In the village of Obcha, located in western Georgia, there’s seven acres of land where indigenous grapes grow without pesticides or fertilizers. The juice ferments inside traditional clay pots buried into the ground, called qvervi. Little is added over the next several months as the juice transforms into wine.
The result is Baia’s Wine – one of the most coveted labels coming out of Georgia today. It’s helmed by 25-year-old Baia Abuladze, a fourth-generation winemaker who grew up on the family farm, attended college in Tbilisi and started making her own wine just four years ago. She was named to Forbes’ 2019 30 Under 30 Europe list on Tuesday.
“I follow the old traditional methods and rules. They knew what to do and how important the land is,” says Abuladze, whose grandfather taught her to prune vines and pick grapes according to the moon cycle, a practice common among biodynamic winemakers today. “It’s really powerful to follow the moon. We do not have special equipment and other processes like stabilization by adding chemicals to fall back on.”
Abuladze sells four varieties that are all native to the region in Georgia, called Imereti, which is cooler and more humid than Georgia’s more well-traveled wine region, Kakheti. There’s two whites from tistska and tsolikouri grapes, as well as a red from otskhanuri sapere. But Abuladze is probably best-known for her krakhuna blend, which is macerated with the grape skins on for 15 days, giving the wine a deep orange hue.
She produced just 7,500 bottles in 2018, and started exporting the bulk to the U.S. last February. Most ends up in D.C., where it is sold at some of the buzziest tables in the capital, from Maydan (Bon Appetit no. 2 Best New Restaurant in America 2018) and Himitsu (ranked no. 4 in D.C. by Washington Post critic Tom Sietsema). Himitsu cofounder and beverage director Carlie Steiner says the wine is “unlike anything I’ve ever had, flavor-profile wise.”
“Georgians have been making natural, biodynamic wine decades before it became a trend. Her wine is an exemplary wine that balances tradition with new-age approachability,” says Steiner, who herself is an alum of the Forbes 2018 30 Under 30 Food and Drink list. “Its bouquet bursts with thyme and soft herbs and it drinks with a savoriness and salinity perfect for the food at Himitsu. The wine is self-contained umami.”
Now the question is, can Abuladze keep up with increasing demand? Her family has been steadily adding to its organic farmland, and Abuladze says she soon hopes to purchase another 15 acres to scale up production further. She plans to expand to 9,000 bottles this year. No matter what scale, Abuladze says she will stay true to her roots: “When people live in the village, they sometimes think it’s not a fashionable life. We are the proudest people.”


WHAT YOU HAVE TO DO: Using the records below, please work out how many lines contain "ffffff"; answer with the number alone.

Dataset listings of figures:

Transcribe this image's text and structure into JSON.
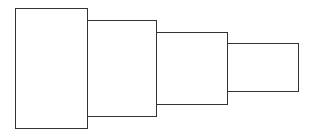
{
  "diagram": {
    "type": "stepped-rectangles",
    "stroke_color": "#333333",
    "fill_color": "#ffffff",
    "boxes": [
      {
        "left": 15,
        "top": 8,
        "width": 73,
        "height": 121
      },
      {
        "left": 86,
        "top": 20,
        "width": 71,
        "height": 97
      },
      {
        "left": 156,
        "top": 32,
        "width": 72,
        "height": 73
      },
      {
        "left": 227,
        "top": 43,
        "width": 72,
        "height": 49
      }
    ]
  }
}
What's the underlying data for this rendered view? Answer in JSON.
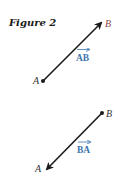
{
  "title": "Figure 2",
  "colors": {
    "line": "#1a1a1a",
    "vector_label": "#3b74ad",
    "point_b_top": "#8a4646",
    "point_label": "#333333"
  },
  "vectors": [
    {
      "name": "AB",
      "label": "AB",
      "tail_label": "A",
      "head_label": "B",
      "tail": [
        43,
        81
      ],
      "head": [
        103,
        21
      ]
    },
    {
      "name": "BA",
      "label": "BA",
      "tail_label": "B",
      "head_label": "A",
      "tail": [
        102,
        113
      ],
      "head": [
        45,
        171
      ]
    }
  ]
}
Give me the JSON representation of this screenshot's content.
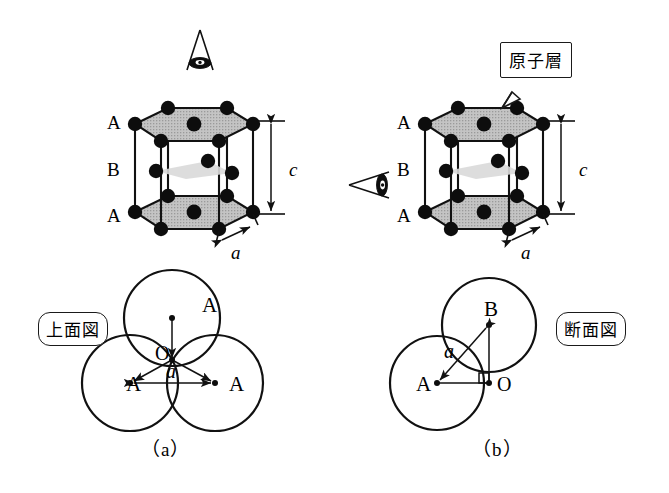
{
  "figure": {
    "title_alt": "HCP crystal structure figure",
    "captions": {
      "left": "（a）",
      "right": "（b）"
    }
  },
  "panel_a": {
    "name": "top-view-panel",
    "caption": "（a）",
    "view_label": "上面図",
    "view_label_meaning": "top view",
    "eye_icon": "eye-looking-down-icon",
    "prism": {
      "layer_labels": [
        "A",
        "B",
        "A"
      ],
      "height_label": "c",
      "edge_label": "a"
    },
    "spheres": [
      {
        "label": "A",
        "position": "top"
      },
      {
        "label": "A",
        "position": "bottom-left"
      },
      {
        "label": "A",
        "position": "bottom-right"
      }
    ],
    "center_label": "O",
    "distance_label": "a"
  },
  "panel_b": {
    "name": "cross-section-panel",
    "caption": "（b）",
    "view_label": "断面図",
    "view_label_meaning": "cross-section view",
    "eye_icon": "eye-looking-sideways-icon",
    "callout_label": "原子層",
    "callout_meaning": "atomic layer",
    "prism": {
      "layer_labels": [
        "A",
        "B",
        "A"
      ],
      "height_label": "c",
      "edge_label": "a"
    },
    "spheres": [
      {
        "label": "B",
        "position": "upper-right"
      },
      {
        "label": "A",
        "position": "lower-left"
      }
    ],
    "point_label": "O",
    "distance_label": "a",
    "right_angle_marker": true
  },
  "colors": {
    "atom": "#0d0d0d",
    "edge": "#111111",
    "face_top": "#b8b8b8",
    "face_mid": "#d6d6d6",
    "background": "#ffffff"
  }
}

ANSWER FOR THIS EXERCISE: 2